News

Oct 14, 2009

(CARICOM Secretariat, Turkeyen, Greater Georgetown, Guyana) The Caribbean needs to have more investment in agriculture if the sector is to match the increasing demand to produce more food in order to ensure food security for the Caribbean.

According to Jose Fonseca, a senior policy maker with the Technical Centre for Agricultural and Rural Development (CTA), while the Caribbean continues to stress the importance of food security, the region faces challenges to get investment in the agriculture sector. To this end he said while the CTA, which is currently holding its annual seminar in Belgium, was not a donor agency, it was collaborating with organisations in the Caribbean to provide support for the agriculture sector in specific areas.

He revealed that the CTA was working with the Caribbean in the areas of innovation and communication. In the former, the agency was providing technical assistance to guide producers on how to add value to primary agriculture production in food and meat. In the latter the assistance related to the development of strategies for communicating with the public on agriculture issues as well as devising mechanisms for engaging journalists to make them interested in covering the agriculture sector.

The CTA’s work in the Caribbean is in collaboration with the Caribbean Agricultural  Research and Development Institute (CARDI), the Caribbean Farmers Association (CaFAN) and the Inter American Institute for Cooperation on Agriculture (IICA). The CARICOM Secretariat, through CARDI is also involved in this collaboration.

Mr. Fonseca said this collaboration in the Caribbean was of utmost importance as the issues facing the agriculture sector needed to be widely understood as Caribbean governments sought to implement policies and programmes to ensure food security for their people.

“The CTA is not a donor agency but the technical assistance and limited financial support that we provide to countries such as those in the Caribbean are very important to the wider agriculture agenda,” he said.

The bulk of CTA’s work in the Caribbean is being done with CARDI, whose Executive Director, Dr. Arlington Chesney said the CARDI-CTA relationship was now moving in a new direction. He informed that the cornerstone of this new direction was the CARDI-CTA Technical Cooperation arrangement, which was designed to develop and use information and communication technology towards developing a sustainable regional agriculture sector.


Please output the listing exactly as it stands, but omit any images.

==========

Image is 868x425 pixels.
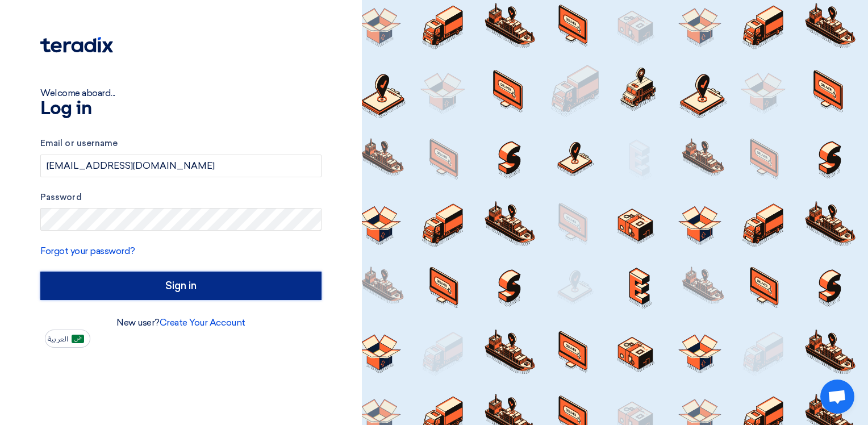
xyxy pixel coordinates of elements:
[40,100,321,118] h1: Log in
[45,329,90,348] button: العربية
[160,317,245,328] a: Create Your Account
[40,191,321,204] label: Password
[40,271,321,300] input: Sign in
[48,335,68,343] span: العربية
[117,317,245,328] font: New user?
[820,379,854,414] div: Open chat
[40,37,113,53] img: Teradix logo
[40,137,321,150] label: Email or username
[40,87,321,100] div: Welcome aboard...
[72,335,84,343] img: ar-AR.png
[40,155,321,177] input: Enter your business email or username
[40,245,135,256] a: Forgot your password?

==========

▶ **RESPONSE BELOW**
Image is 868x425 pixels.
xyxy pixel coordinates of elements:
[40,100,321,118] h1: Log in
[45,329,90,348] button: العربية
[160,317,245,328] a: Create Your Account
[40,191,321,204] label: Password
[40,271,321,300] input: Sign in
[48,335,68,343] span: العربية
[117,317,245,328] font: New user?
[820,379,854,414] div: Open chat
[40,37,113,53] img: Teradix logo
[40,137,321,150] label: Email or username
[40,87,321,100] div: Welcome aboard...
[72,335,84,343] img: ar-AR.png
[40,155,321,177] input: Enter your business email or username
[40,245,135,256] a: Forgot your password?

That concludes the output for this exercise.